THE Big Ballet has been forced for the first time in its 16-year history to lower the minimum weight requirement for the all-female troupe from 17 stone.

Returning to Britain after a three-year hiatus, the “alternative” Russian ballet company from Perm in the Ural Mountains has cut its minimum weight to 15 stone, in response to a “surprising drop in the average weight of auditioning hopefuls”.

The company will be in York on Tuesday, playing the Grand Opera House as part of a 39-date tour, having earlier toured Britain in 2007 and 2008, when the average weight of the 16 female dancers stood at just under 20 stone.

The minimum weight of 17 stone was so strict that principal dancer Tatyana Gladkih was even temporarily excluded from participating in pre-tour training sessions after dropping beneath the minimum requirement in 2008.

Alexej Ignatow, The Big Ballet’s UK tour producer, says: “While many of the original dancers are retained for the forthcoming tour, open auditions regularly take place in Russia.

“These events were initially so heavily oversubscribed with potential dancers weighing the original required minimum of 15 stone in 1994 that the level was raised to 17 stone.

“However, the number of hopefuls weighing 17 stone has dropped significantly in the past two years, coinciding with sustained global campaigns for healthier eating, perhaps most notably spearheaded by celebrity chefs such as Jamie Oliver.”

Dion Clements, publicist for The Big Ballet UK tour, says: “It should be remembered that the returning dancers continue to retain their weight despite vigorous fitness training and rehearsal sessions, as well as highly demanding tour schedules, suggesting that certain dancers’ genetics influence their size. The longer-standing members of the troupe have always maintained they eat as healthily as the average-sized person.”

Alexej adds: “The new weight requirement will not really affect the show, only bringing it back in alignment with creator Panfilov’s original vision.”

Never one to shy away from controversy, Evgenii Panfilov had decided to prove two things to the world in 1994: firstly, that women of larger build are able to move with similar grace, dignity and flare as traditional dancers, and secondly, that he would be able to create a professional ballet troupe from dancers with no previous experience.

In doing so, Panfilov “challenged accepted social standards in a world where the pursuit of slenderness and beauty seems obsessive”.

Panfilov was murdered in 2002, but The Big Ballet lives on, the dancers training at the Perm Ballet Academy, an academy influenced by the works of Peter Tchaikovsky, himself from the Ural region, and by Serge Diaghilev, the genius of the Ballets Russes.

The 2011 Size Does Matter Tour show is a “comedy performance full of fun and astonishing choreography, proving that you should not take life, or yourself, too seriously”.

Performed on a black-box stage with hand-made costumes, it comprises a first half of parodies of classical ballets, followed by a faster-paced second half where the larger-than-life dancers dance to the rather more contemporary music of Robbie Williams, Tom Jones (Sex Bomb) and the Pet Shop Boys (Go West, in a nod to Russia). Watch out, too, for one number in “silky, buttock-less outfits”.

• For tickets for Tuesday’s 7.30pm show, phone 0844 847 2322 or book online at grandoperahouseyork.org.uk

The tour, mounted by Amande Concerts, also visits Hull New Theatre on Monday at 7.30pm; box office, 01482 226655.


**Goal of the exercise**
Pick every line from the data below that contains the string "blue" and copy it.

##### Excerpted data #####

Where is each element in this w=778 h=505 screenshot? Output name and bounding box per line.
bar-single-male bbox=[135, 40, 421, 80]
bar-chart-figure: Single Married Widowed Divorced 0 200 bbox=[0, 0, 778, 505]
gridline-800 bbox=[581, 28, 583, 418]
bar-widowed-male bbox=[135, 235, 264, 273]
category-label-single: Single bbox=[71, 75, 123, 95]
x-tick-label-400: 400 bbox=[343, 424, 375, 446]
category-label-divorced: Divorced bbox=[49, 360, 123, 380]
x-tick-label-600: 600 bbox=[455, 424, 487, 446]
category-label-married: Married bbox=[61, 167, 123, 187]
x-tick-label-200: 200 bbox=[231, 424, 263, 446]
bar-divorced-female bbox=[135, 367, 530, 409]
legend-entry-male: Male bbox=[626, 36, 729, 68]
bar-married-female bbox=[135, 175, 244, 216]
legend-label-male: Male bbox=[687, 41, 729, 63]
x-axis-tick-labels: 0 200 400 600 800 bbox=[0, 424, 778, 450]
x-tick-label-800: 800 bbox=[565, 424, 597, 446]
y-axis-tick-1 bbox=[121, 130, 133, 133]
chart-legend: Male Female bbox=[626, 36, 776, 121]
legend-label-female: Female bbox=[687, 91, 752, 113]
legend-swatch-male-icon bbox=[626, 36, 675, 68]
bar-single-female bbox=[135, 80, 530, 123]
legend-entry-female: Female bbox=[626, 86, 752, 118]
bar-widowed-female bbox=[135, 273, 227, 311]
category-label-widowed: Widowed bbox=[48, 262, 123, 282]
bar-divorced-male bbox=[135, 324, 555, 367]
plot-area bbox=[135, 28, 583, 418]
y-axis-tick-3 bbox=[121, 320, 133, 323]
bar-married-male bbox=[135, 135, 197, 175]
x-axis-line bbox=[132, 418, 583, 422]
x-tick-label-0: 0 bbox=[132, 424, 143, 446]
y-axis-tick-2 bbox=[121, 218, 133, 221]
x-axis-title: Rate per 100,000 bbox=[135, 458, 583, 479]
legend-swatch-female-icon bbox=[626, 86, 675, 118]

#####
##### Excerpted data #####

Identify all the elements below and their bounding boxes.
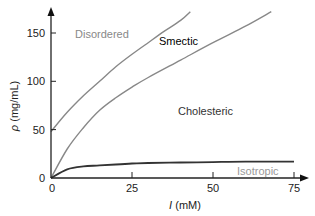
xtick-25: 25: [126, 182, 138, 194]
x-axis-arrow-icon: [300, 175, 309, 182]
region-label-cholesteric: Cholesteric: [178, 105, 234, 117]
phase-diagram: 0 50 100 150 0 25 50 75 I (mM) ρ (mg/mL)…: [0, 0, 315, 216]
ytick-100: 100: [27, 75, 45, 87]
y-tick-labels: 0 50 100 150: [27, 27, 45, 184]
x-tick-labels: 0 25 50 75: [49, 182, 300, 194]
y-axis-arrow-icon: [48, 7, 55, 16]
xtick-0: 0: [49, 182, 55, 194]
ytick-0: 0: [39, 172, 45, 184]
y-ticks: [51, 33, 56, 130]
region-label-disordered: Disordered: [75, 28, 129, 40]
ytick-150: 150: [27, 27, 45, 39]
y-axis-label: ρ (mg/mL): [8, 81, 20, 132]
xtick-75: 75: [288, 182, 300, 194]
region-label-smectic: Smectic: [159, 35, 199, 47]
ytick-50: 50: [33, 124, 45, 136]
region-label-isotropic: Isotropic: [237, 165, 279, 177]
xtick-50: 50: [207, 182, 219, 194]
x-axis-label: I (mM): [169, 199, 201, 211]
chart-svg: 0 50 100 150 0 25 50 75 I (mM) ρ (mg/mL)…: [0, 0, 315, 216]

#####
##### Excerpted data #####

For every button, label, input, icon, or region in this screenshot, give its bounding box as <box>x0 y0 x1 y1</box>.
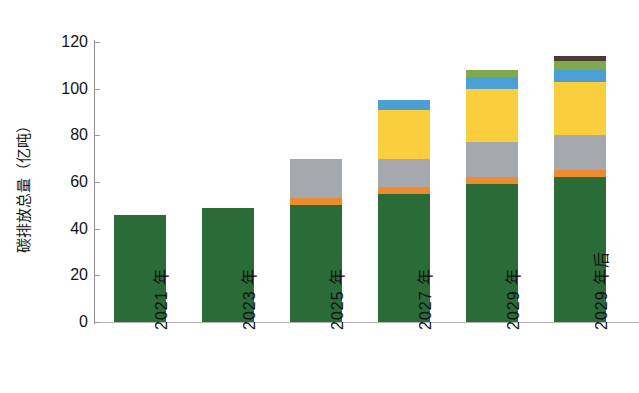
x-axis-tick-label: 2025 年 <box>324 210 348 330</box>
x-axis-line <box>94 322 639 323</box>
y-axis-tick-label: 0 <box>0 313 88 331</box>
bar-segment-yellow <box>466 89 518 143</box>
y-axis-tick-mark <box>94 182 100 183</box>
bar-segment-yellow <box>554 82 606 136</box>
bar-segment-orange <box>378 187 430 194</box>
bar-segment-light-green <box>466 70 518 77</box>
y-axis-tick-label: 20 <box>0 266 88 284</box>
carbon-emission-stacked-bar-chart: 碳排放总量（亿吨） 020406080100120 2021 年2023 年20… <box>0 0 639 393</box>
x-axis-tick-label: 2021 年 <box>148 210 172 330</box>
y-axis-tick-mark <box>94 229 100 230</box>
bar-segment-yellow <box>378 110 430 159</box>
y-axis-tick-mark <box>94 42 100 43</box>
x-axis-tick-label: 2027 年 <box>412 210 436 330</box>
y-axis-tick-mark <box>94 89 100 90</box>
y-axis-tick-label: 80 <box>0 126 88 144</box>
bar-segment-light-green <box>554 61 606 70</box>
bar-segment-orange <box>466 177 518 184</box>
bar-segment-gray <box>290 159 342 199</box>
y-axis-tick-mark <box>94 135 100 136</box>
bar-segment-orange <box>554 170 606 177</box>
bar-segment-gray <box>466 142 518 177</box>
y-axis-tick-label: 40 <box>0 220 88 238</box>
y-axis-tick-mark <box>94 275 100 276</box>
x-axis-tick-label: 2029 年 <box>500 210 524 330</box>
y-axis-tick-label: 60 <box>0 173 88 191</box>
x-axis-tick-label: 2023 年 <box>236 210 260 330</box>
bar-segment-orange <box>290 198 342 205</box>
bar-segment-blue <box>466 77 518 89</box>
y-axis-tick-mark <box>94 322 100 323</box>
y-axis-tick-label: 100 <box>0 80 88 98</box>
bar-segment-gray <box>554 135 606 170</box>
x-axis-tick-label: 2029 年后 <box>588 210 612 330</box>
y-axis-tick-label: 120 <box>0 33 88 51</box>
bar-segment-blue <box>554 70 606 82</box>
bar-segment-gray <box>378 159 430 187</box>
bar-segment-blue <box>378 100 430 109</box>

#####

**Your response**
bar-segment-blue <box>466 77 518 89</box>
bar-segment-blue <box>554 70 606 82</box>
bar-segment-blue <box>378 100 430 109</box>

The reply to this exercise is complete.